Zoological Science | 2015

Tubulanus tamias sp. nov. (Nemertea: Palaeonemertea) with Two Different Types of Epidermal Eyes

Hiroshi Kajihara; Keiichi Kakui; Hiroshi Yamasaki; Shimpei F. Hiruta

Based on specimens collected subtidally (∼10 m in depth) in Tomioka Bay, Japan, we describe the palaeonemertean Tubulanus tamias sp. nov., which differs from all its congeners in body coloration. In molecular phylogenetic analyses based on partial sequences of the nuclear 18S and 28S rRNA genes and histone H3, as well as the mitochondrial 16S rRNA and cytochrome c oxidase subunit I genes, among selected palaeonemerteans, T. tamias nested with part of the congeners in Tubulanus, while the genus as currently diagnosed appears to be non-monophyletic.
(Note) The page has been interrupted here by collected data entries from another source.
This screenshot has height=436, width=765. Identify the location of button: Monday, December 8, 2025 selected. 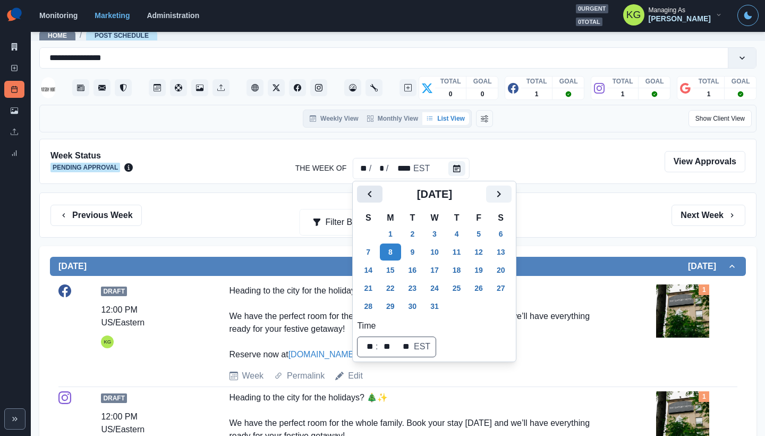
(391, 252).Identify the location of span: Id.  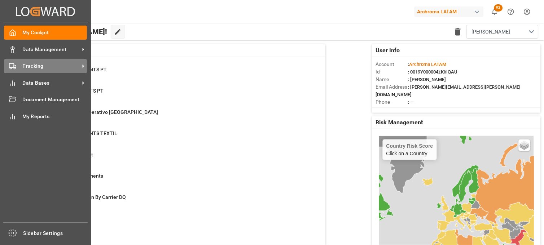
(392, 72).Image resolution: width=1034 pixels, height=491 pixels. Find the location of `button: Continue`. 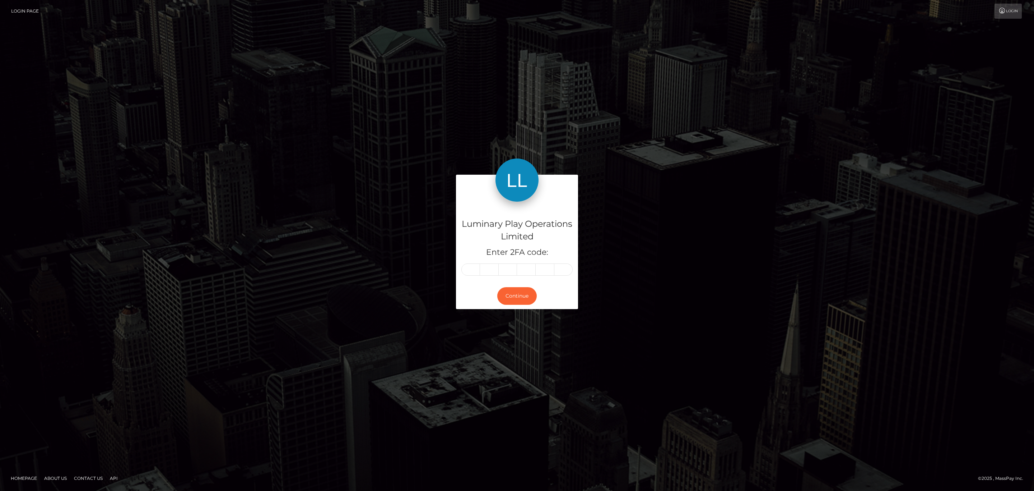

button: Continue is located at coordinates (517, 296).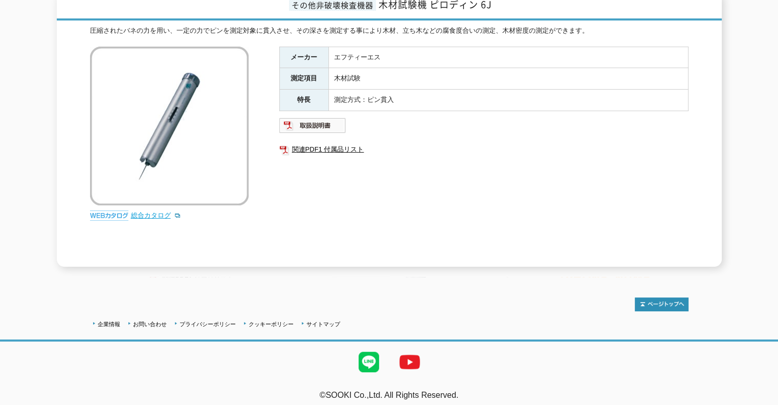 This screenshot has height=405, width=778. Describe the element at coordinates (304, 79) in the screenshot. I see `th: 測定項目` at that location.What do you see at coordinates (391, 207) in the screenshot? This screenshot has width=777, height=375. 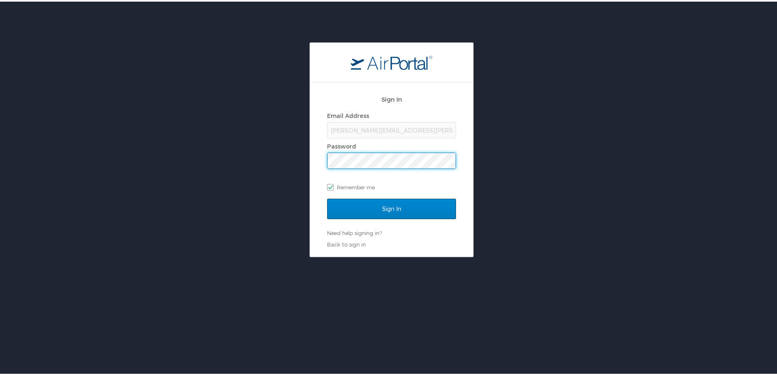 I see `input: Sign In` at bounding box center [391, 207].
Molecular cloning detected polymorphism in 28S rDNA sequences in a single individual of T. tamias, indicating incomplete concerted evolution of multiple copies. Tubulanus tamias is peculiar among tubulanids in having 9–10 pigment-cup eyes in the epidermis on either side of the head anterior to the cerebral sensory organs, and remarkably there are two types of eyes. The anterior 8–9 pairs of eyes, becoming larger from anterior to posterior, are completely embedded in the epidermis and proximally abutting the basement membrane; each pigment cup contains bundle of up to seven, rod-shaped structure that resemble a rhabdomeric photoreceptor cell. In contrast, the posterior-most pair of eyes, larger than most of the anterior ones, have an optical cavity filled with long cilia and opening to the exterior, thus appearing to have ciliary-type photoreceptor cells. The size and arrangement of the eyes indicate that the posterior-most pair of eyes are the remnant of the larval (or juvenile) eyes.


Genes to Cells | 2018

Targeted gene disruption by use of CRISPR/Cas9 ribonucleoprotein complexes in the water flea Daphnia pulex

Chizue Hiruta; Keiichi Kakui; Knut Erik Tollefsen; Taisen Iguchi

The microcrustacean Daphnia pulex is an important model for environmental, ecological, evolutionary and developmental genomics because its adaptive life history displays plasticity in response to environmental changes. Even though the whole‐genome sequence is available and omics data have actively accumulated for this species, the available tools for analyzing gene function have thus far been limited to RNAi (RNA interference) and TALEN (the transcription activator‐like effector nuclease) systems. The development of the CRISPR/Cas9 (clustered regularly interspaced short palindromic repeats/CRISPR‐associated 9) system is thus expected to further increase the genetic tractability of D. pulex and to advance the understanding of this species. In this study, we developed a genome editing system for D. pulex using CRISPR/Cas9 ribonucleoprotein complexes (Cas9 RNPs). We first assembled a CRISPR single‐guide RNA (sgRNA) specific to the Distal‐less gene (Dll), which encodes a homeodomain transcription factor essential for distal limb development in invertebrates and vertebrates. Then, we injected Cas9 RNPs into eggs and evaluated its activity in vivo by a T7 endonuclease I assay. Injected embryos showed defective formation of the second antenna and disordered development of appendages, and indel mutations were detected in Dll loci, indicating that this technique successfully knocked out the target gene.


Zootaxa | 2017

Rediscovery and redescription of the abyssal squat lobster Munidopsis petalorhyncha Baba, 2005 (Crustacea: Decapoda: Munidopsidae) from the Northwest Pacific

Tomoyuki Komai; Ivan Marin; Keiichi Kakui

A poorly known abyssal squat lobster, Munidopsis petalorhyncha Baba, 2005 [= Munidopsis subsquamosa latimana Birstein & Zarenkov, 1970], is redescribed on the basis of the holotype from the Kuril Trench at depths of 5060-5130 m and two recently collected specimens from off Japan at depths of 5353-5382 m. Examination of those specimens enabled us to reassess diagnostic characters of the species. Munidopsis petalorhyncha appears closest to M. thieli Türkay, 1975, known from abyssal plain of the eastern Atlantic, but the spinulose lateral margins of the rostrum, the presence of a distinct lateral eye spine, the presence of a distomesial spine on article 3 of the antennal peduncle and spinose ventral (flexor) margins of meri of pereopods 2-4 distinguish M. petalorhyncha from M. thieli.